Details
Journal: IEEE Transactions on Geoscience and Remote Sensing, vol. 61, Monday 3. July 2023
International Standard Numbers:
Printed: 0196-2892
Electronic: 1558-0644
Links:
ARKIV: hdl.handle.net/10037/33029
DOI: doi.org/10.1109/TGRS.2023.3291927
Monitoring sea ice in polar regions is critical for understanding global climate change and supporting marine navigation. Recently, researchers started to utilize machine/deep learning methodologies to automate the separation of sea ice and open water in synthetic aperture radar imagery. However, this requires a large amount of reliably labeled training data. We here propose an augmentation routine for Sentinel-1 data, which incorporates physical principles of radar backscatter into the augmentation procedure. First, we apply an incidence angle (IA)-aware algorithm to segment Sentinel-1 images into separate clusters. We compute the corresponding slopes of backscatter intensity with the IA for each cluster. Second, the slopes are used as prior information to project labeled pixels and segments to different IAs and thus further enrich the labeled data. We then apply a simplified U-Net for pixelwise classification of Sentinel-1 images into sea ice or open water. The performance of our model is evaluated by visual inspection as well as comparison with an available product from the Chinese Academy of Sciences (CAS). The results indicate that the physics-based data augmentation improves the model performance compared to training with data without augmentation. The inferred ice edge is in line with the inference for other available datasets (CAS), but with a finer spatial resolution. Finally, we also found that the inference of our model is highly correlated with the visual interpretation of overlapping optical observations. Overall, the proposed methodology provides an alternative for the automated separation of sea ice/open water at fine spatial resolution.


TASK DIRECTIONS: Leave out the pictures and repeat the entries below verbatim.

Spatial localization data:
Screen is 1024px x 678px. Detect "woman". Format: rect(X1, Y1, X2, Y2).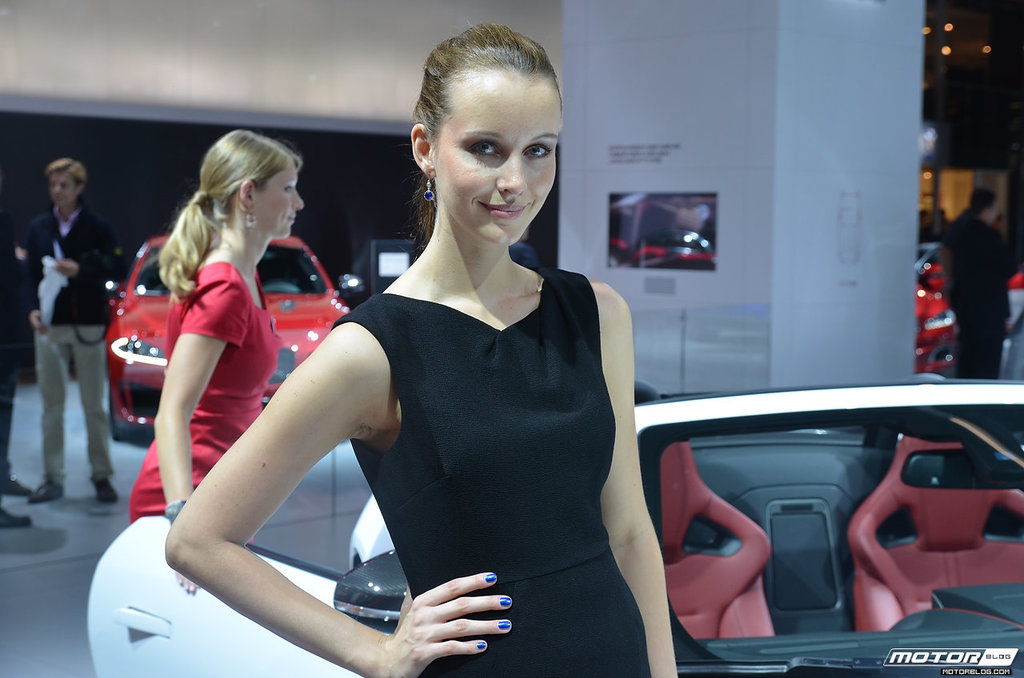
rect(122, 130, 306, 526).
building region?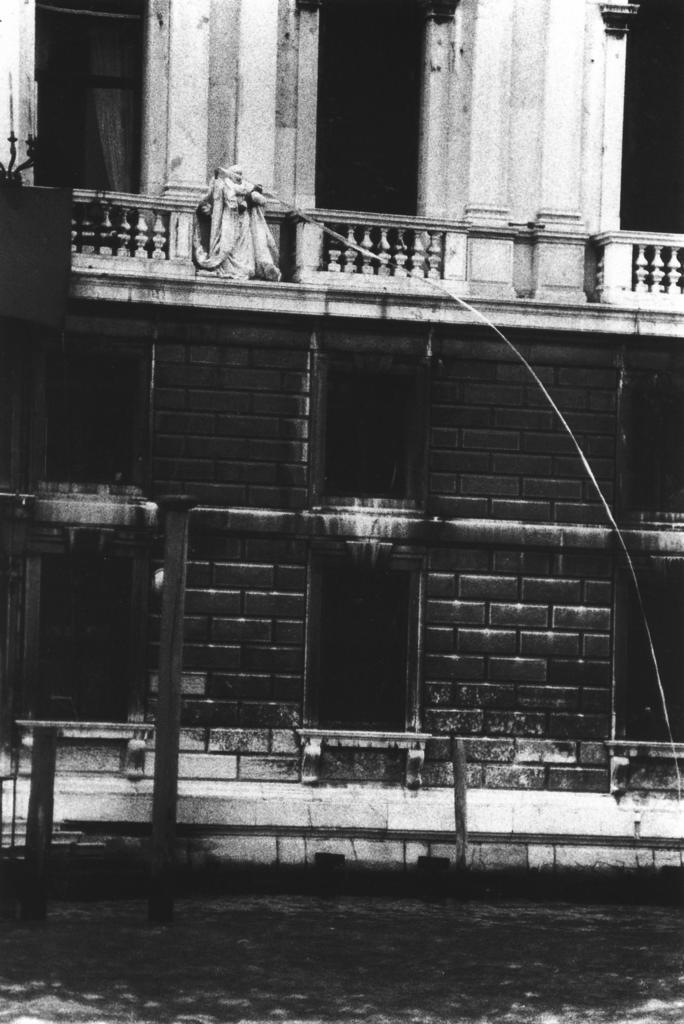
l=0, t=0, r=683, b=872
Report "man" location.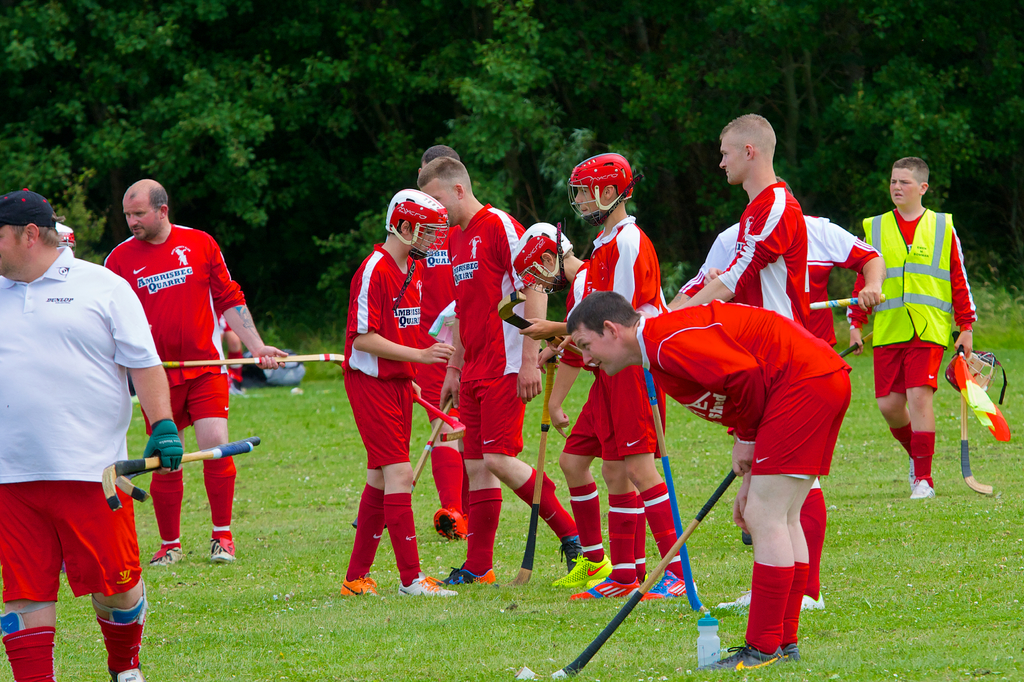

SOLUTION TO THIS TASK:
Screen is 1024px x 678px. Detect "woman". Format: rect(X1, Y1, X2, Y2).
rect(122, 130, 306, 526).
building region?
l=0, t=0, r=683, b=872
Report "man" location.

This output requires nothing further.